Technology may giveth,
but it also taketh away.
In a secluded bay kissed by the still gentle mid-morning sun, the sleepy waters lap the hull of a solitary sailboat at anchor. In the cockpit sit three sleepy mariners casually working through a late breakfast. Or perhaps it’s an early lunch? That would depend on a time none of them has yet bothered to check.
One unfocussed mind wanders to a still distant airport rendezvous and flight home. One of the three develops a slightly furrowed brow.
“What’s today?”
With concentration made sluggish by almost total indifference eyes eventually begin to dart, eyebrows begin to rise, lips commence to pursing and finally chuckles start to break.
Nobody has a clue.
Escaping from time
Quite genuinely nobody has a clue. The ship’s clock doesn’t show a date, we haven’t bought a paper for days and our log-keeping has been rewardingly non-existent. Yesterday was an identikit of the day before and the day before that, a great day’s sailing followed by a great evening’s eating and drinking and a great night’s sleep. We haven’t listened to the radio or seen a TV for days. We’ve all lost track.

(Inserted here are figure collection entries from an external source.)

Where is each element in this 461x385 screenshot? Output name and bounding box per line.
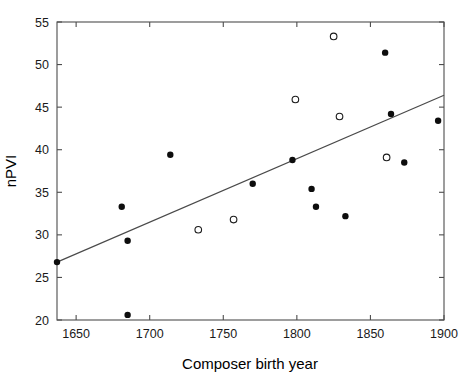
y-tick-label: 20 — [35, 314, 49, 328]
data-point-filled — [342, 213, 348, 219]
scatter-plot-figure: 165017001750180018501900 202530354045505… — [0, 0, 461, 385]
data-point-filled — [167, 152, 173, 158]
data-point-filled — [401, 159, 407, 165]
y-tick-label: 25 — [35, 271, 49, 285]
y-tick-label: 50 — [35, 58, 49, 72]
x-tick-label: 1900 — [430, 327, 458, 341]
data-point-open — [195, 226, 202, 233]
data-point-open — [383, 154, 390, 161]
data-point-filled — [250, 181, 256, 187]
y-tick-label: 30 — [35, 228, 49, 242]
data-point-filled — [119, 204, 125, 210]
x-tick-label: 1650 — [62, 327, 90, 341]
data-point-open — [336, 113, 343, 120]
y-axis-label: nPVI — [2, 155, 19, 188]
x-tick-label: 1800 — [283, 327, 311, 341]
y-tick-label: 35 — [35, 186, 49, 200]
data-point-filled — [54, 259, 60, 265]
x-tick-label: 1850 — [357, 327, 385, 341]
data-point-filled — [124, 238, 130, 244]
data-point-open — [330, 33, 337, 40]
x-tick-label: 1700 — [136, 327, 164, 341]
x-tick-label: 1750 — [209, 327, 237, 341]
data-point-filled — [124, 312, 130, 318]
data-point-open — [292, 96, 299, 103]
y-tick-label: 45 — [35, 101, 49, 115]
data-point-open — [230, 216, 237, 223]
data-point-filled — [289, 157, 295, 163]
y-tick-label: 55 — [35, 16, 49, 30]
data-point-filled — [308, 186, 314, 192]
y-tick-label: 40 — [35, 143, 49, 157]
x-axis-label: Composer birth year — [182, 355, 318, 372]
data-point-filled — [313, 204, 319, 210]
data-point-filled — [388, 111, 394, 117]
data-point-filled — [382, 49, 388, 55]
data-point-filled — [435, 118, 441, 124]
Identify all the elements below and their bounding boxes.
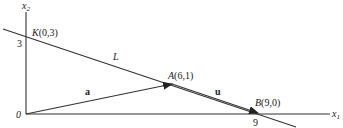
vector-u-label: u	[215, 86, 221, 97]
x-axis-label: x1	[331, 108, 340, 121]
y-axis-label: x2	[21, 0, 30, 13]
point-K-label: K(0,3)	[31, 27, 58, 39]
point-B-label: B(9,0)	[255, 97, 280, 109]
origin-label: 0	[16, 109, 21, 120]
vector-a	[26, 84, 172, 114]
line-L-label: L	[112, 51, 119, 62]
x-tick-9: 9	[253, 117, 258, 128]
y-tick-3: 3	[17, 38, 22, 49]
line-L	[3, 29, 296, 127]
vector-line-diagram: x2 x1 0 3 9 K(0,3) A(6,1) B(9,0) L a u	[0, 0, 343, 128]
vector-a-label: a	[85, 86, 90, 97]
point-A-label: A(6,1)	[167, 70, 193, 82]
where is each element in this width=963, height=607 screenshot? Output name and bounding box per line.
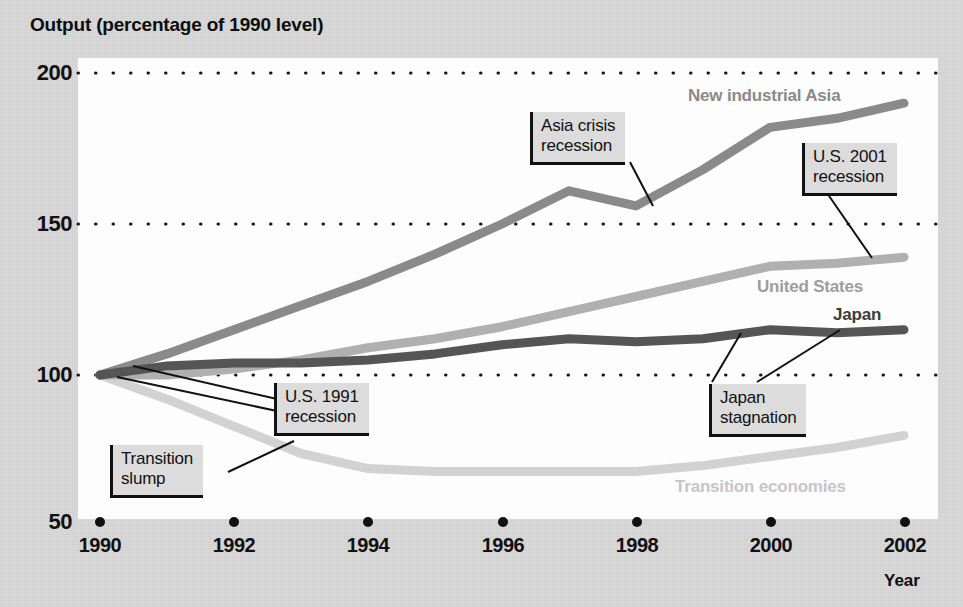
annotation-asia-crisis-line2: recession bbox=[541, 136, 615, 156]
series-label-japan: Japan bbox=[833, 305, 881, 325]
annotation-transition-slump: Transition slump bbox=[110, 445, 203, 498]
annotation-us-2001-recession: U.S. 2001 recession bbox=[802, 143, 897, 196]
annotation-asia-crisis-line1: Asia crisis bbox=[541, 116, 615, 136]
annotation-us-2001-line2: recession bbox=[813, 167, 887, 187]
annotation-japan-stagnation: Japan stagnation bbox=[709, 384, 806, 437]
annotation-transition-slump-line1: Transition bbox=[121, 449, 193, 469]
figure-panel: Output (percentage of 1990 level) Year 2… bbox=[0, 0, 963, 607]
annotation-transition-slump-line2: slump bbox=[121, 469, 193, 489]
series-label-transition-economies: Transition economies bbox=[675, 477, 846, 497]
series-label-new-industrial-asia: New industrial Asia bbox=[688, 86, 840, 106]
series-line-united-states bbox=[100, 257, 904, 375]
annotation-us-1991-line1: U.S. 1991 bbox=[285, 387, 359, 407]
annotation-us-1991-recession: U.S. 1991 recession bbox=[274, 383, 369, 436]
annotation-us-2001-line1: U.S. 2001 bbox=[813, 147, 887, 167]
annotation-us-1991-line2: recession bbox=[285, 407, 359, 427]
annotation-japan-stagnation-line2: stagnation bbox=[720, 408, 796, 428]
annotation-asia-crisis-recession: Asia crisis recession bbox=[530, 112, 625, 165]
series-label-united-states: United States bbox=[757, 277, 863, 297]
annotation-japan-stagnation-line1: Japan bbox=[720, 388, 796, 408]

And there’s a curious pleasure to it, an almost spiritual, liberating and joyous sense of not only not knowing what day it is but also of not even slightly caring.
Escaping from escaping from time
I’m no psychologist. I can’t tell you whether the pleasure comes simply from the oddity and rarity of having no clue what day of the week it is, or whether it stems from experiencing a deeper, tangible sense of freedom from an ever more connected, 24/7 world; one in which we increasingly seem slaves to technology and progress rather than technology and progress serving us.
In how many sleepy, morning cockpits would that question be answered before anyone had a chance to appreciate both the pleasure of it being asked and the joy of not being able to answer it?
Sadly, however few it may be, the number surely grows fewer by the day.